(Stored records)
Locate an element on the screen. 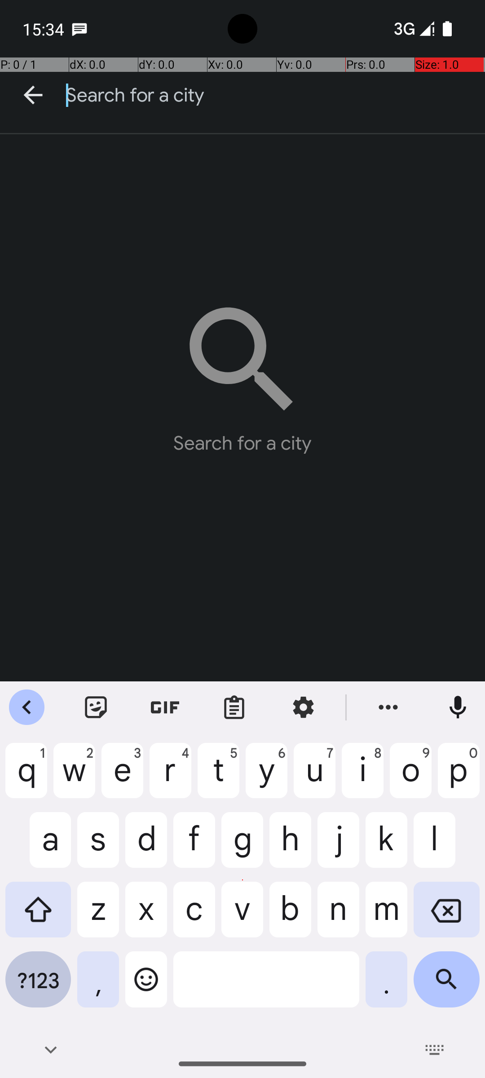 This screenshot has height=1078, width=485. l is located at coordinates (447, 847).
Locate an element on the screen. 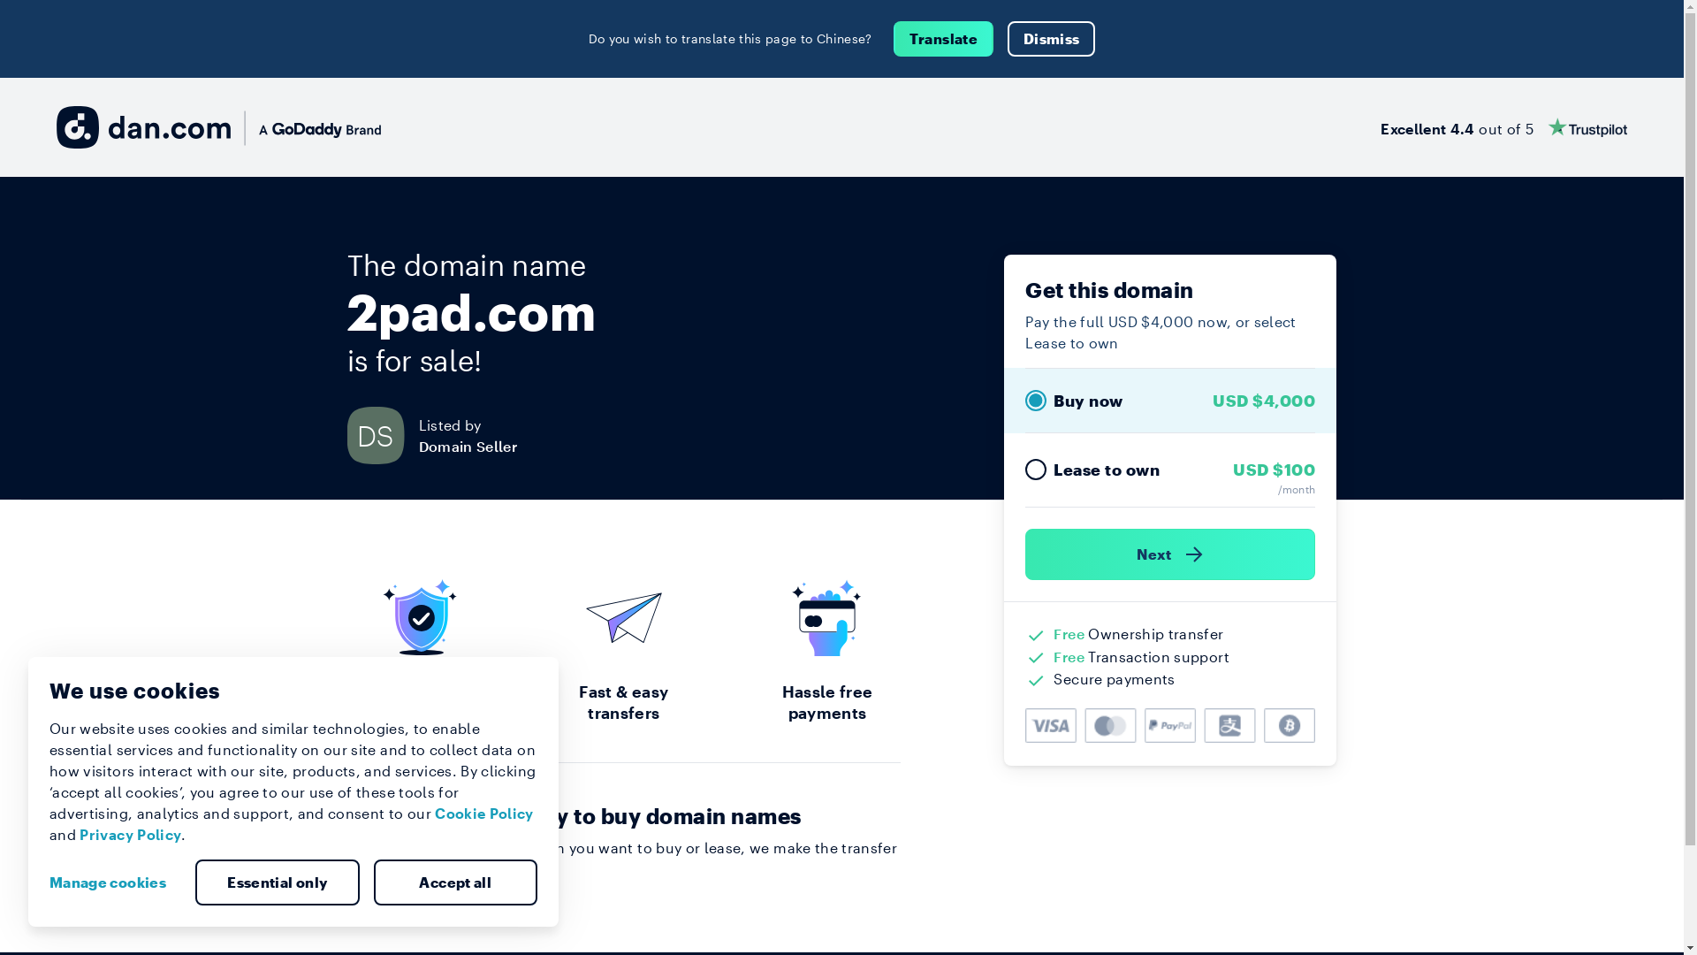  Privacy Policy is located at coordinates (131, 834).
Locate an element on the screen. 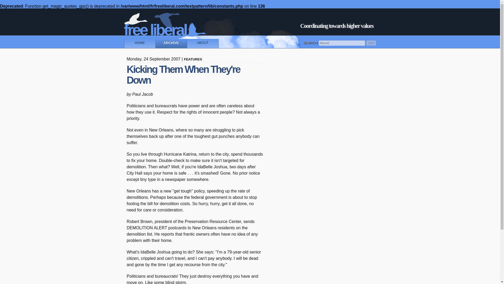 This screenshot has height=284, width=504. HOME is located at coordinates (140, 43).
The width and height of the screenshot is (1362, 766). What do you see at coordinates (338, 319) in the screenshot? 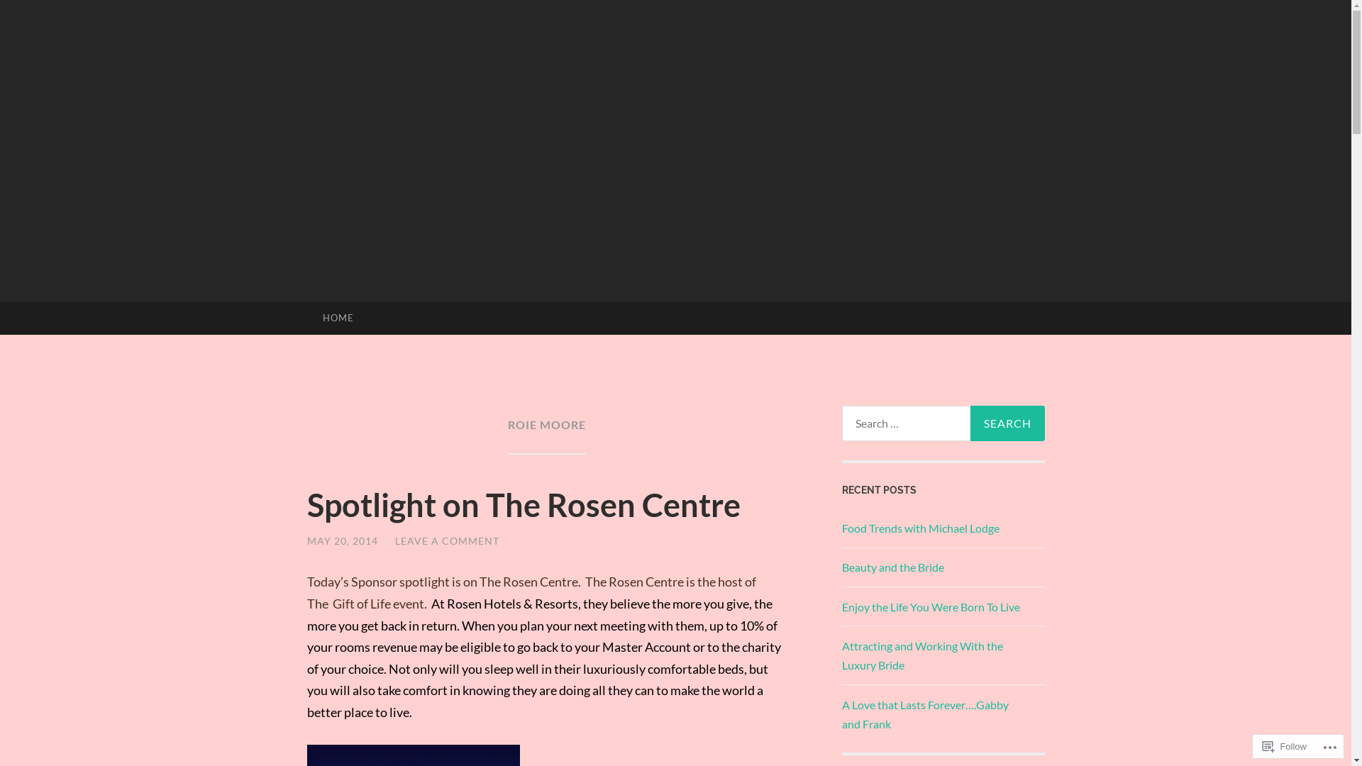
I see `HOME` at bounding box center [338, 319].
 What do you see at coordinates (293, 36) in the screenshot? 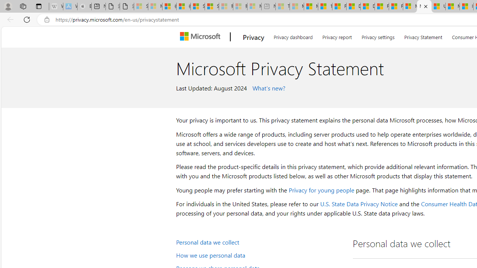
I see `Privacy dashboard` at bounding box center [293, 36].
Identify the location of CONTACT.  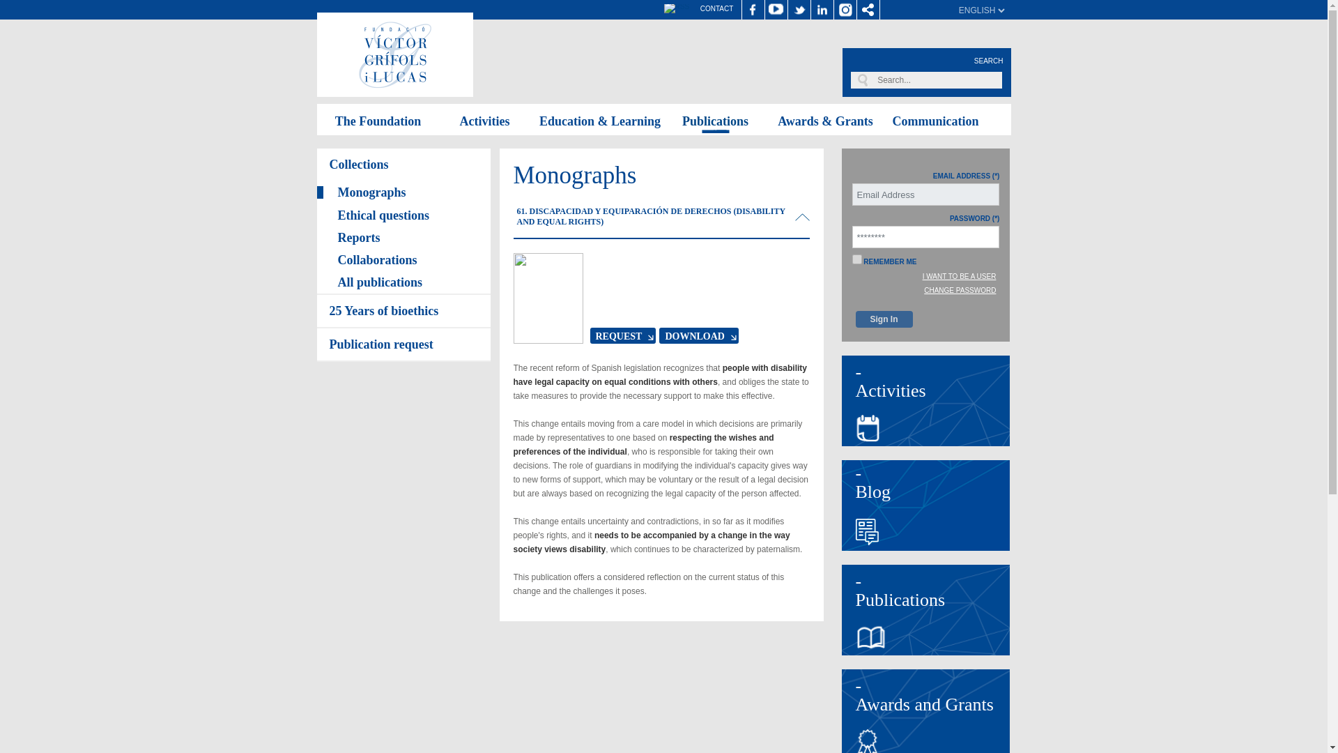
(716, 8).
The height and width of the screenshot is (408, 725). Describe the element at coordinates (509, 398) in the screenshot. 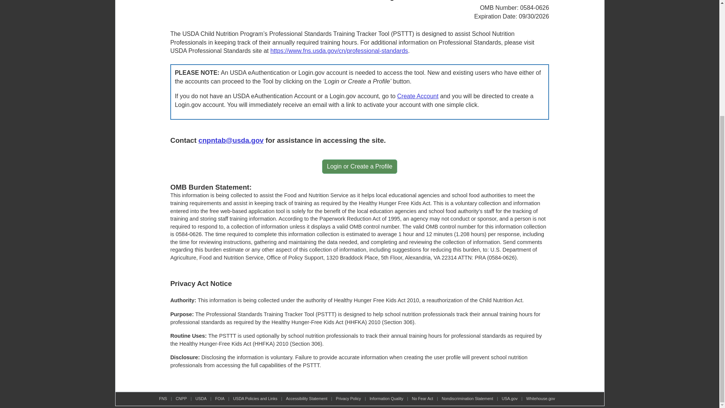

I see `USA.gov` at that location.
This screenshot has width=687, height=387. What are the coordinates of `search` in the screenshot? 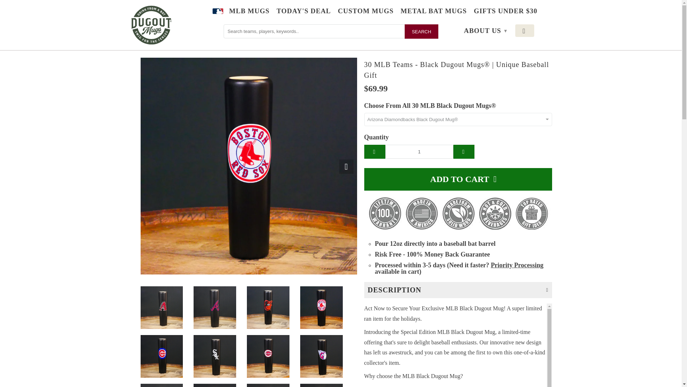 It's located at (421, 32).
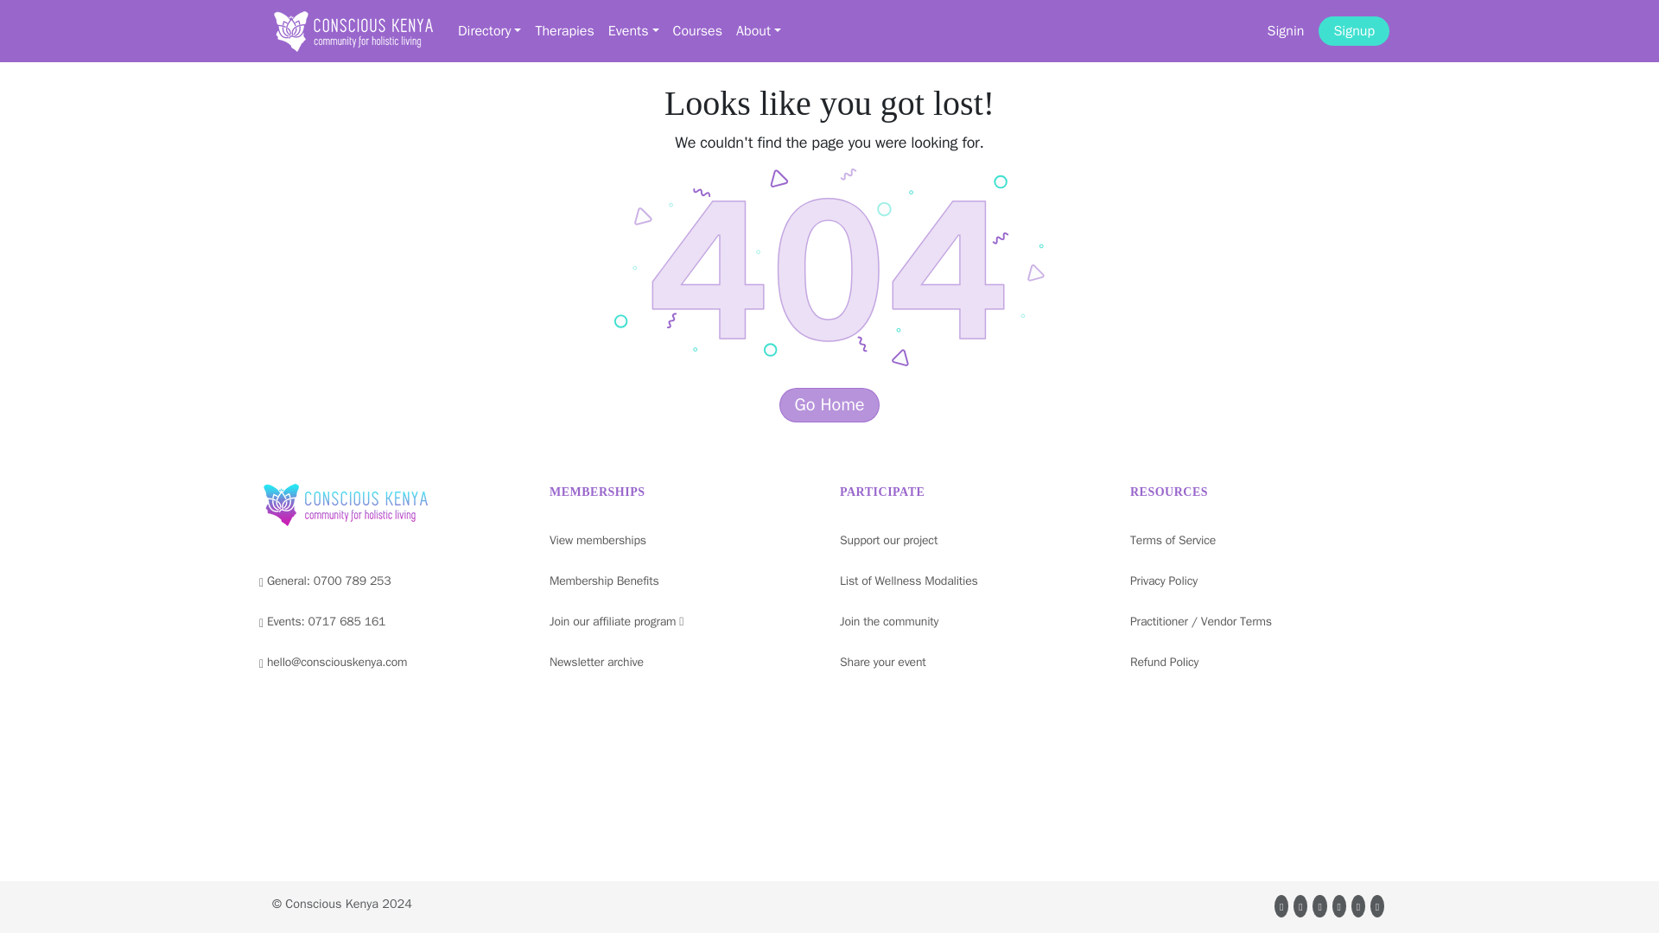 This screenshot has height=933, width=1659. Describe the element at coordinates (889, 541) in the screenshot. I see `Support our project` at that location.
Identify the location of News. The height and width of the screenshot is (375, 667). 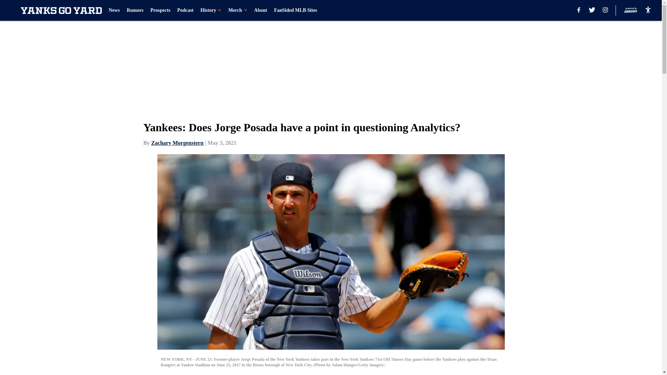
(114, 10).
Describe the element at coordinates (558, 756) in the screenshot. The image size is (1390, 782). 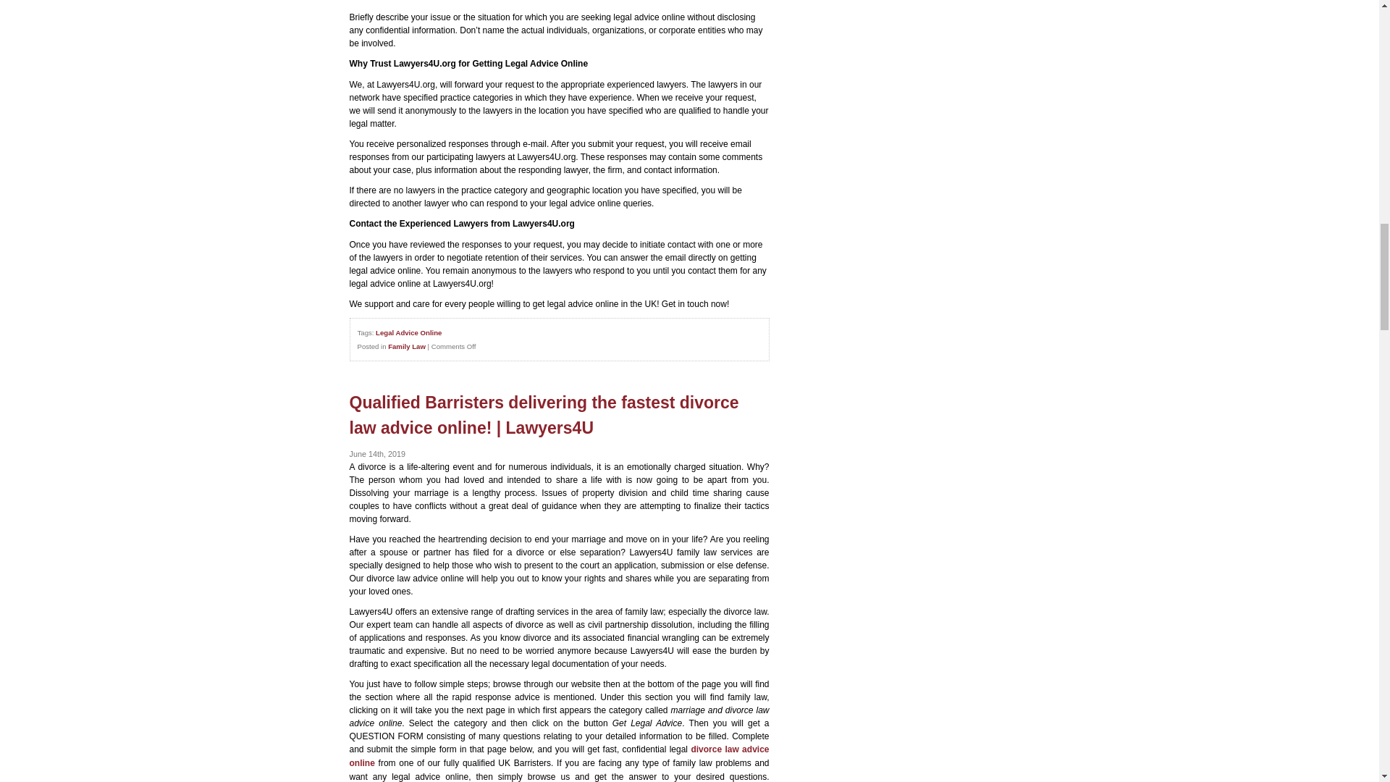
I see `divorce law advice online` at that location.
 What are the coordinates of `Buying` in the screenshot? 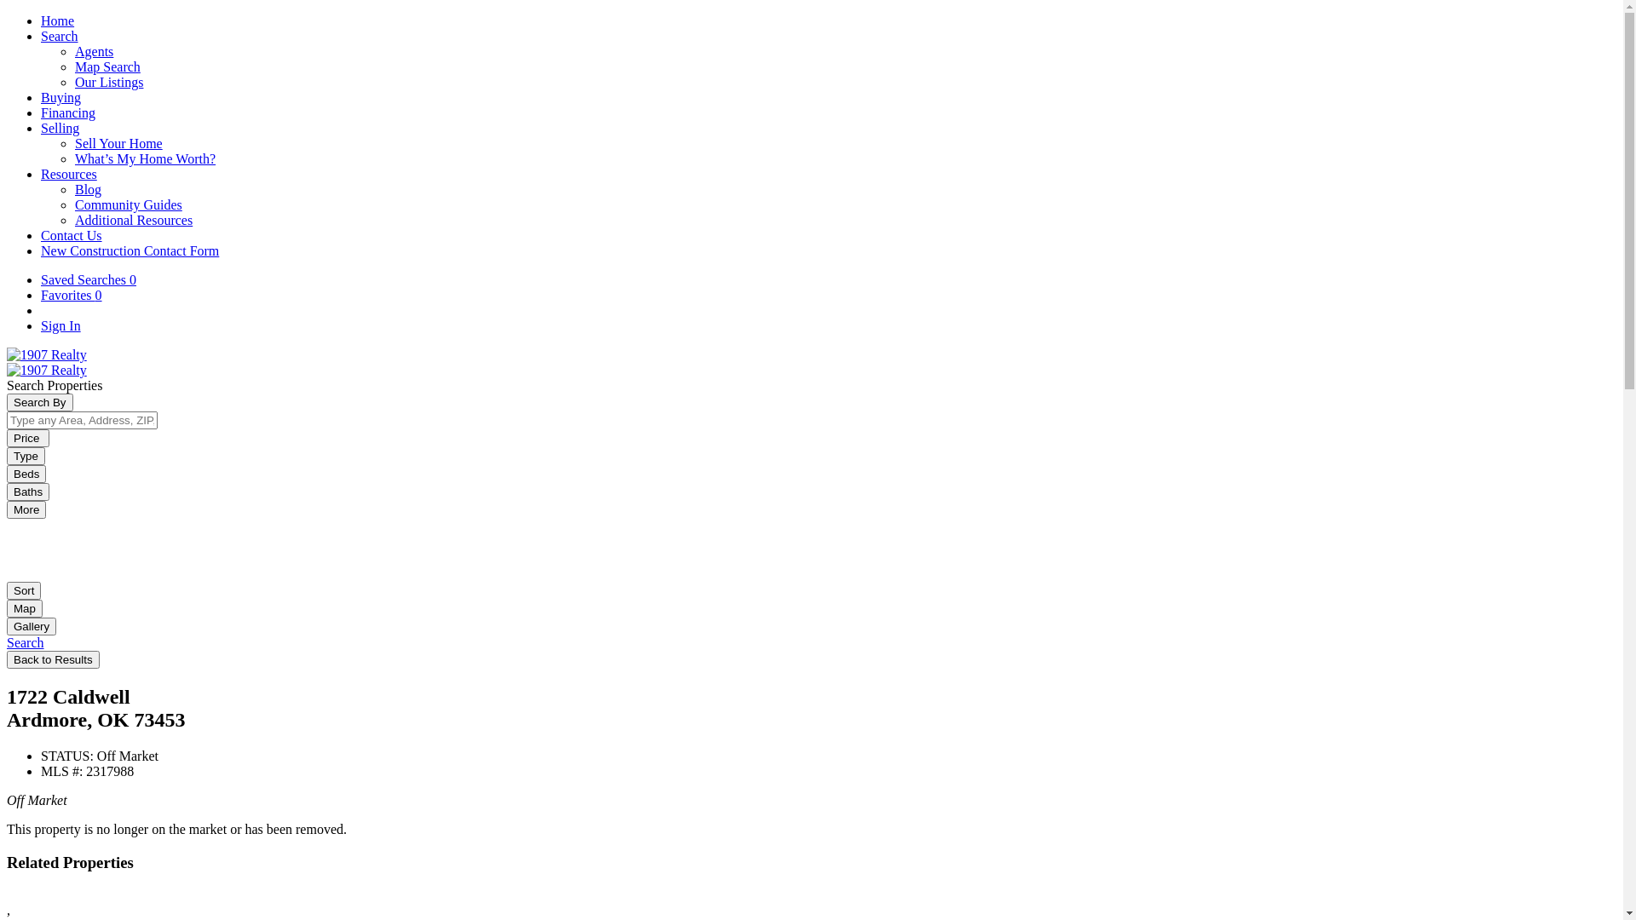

→ EXERCISE PROMPT:
What is needed is a word-for-word restatement of the lines from the one holding "Identify the location of News." to the final line of the data above, inclusive, without any pictures.

→ YOUR RESPONSE:
Identify the location of News. The height and width of the screenshot is (375, 667). 
(114, 10).
Describe the element at coordinates (558, 756) in the screenshot. The image size is (1390, 782). 
I see `divorce law advice online` at that location.
 What are the coordinates of `Buying` in the screenshot? 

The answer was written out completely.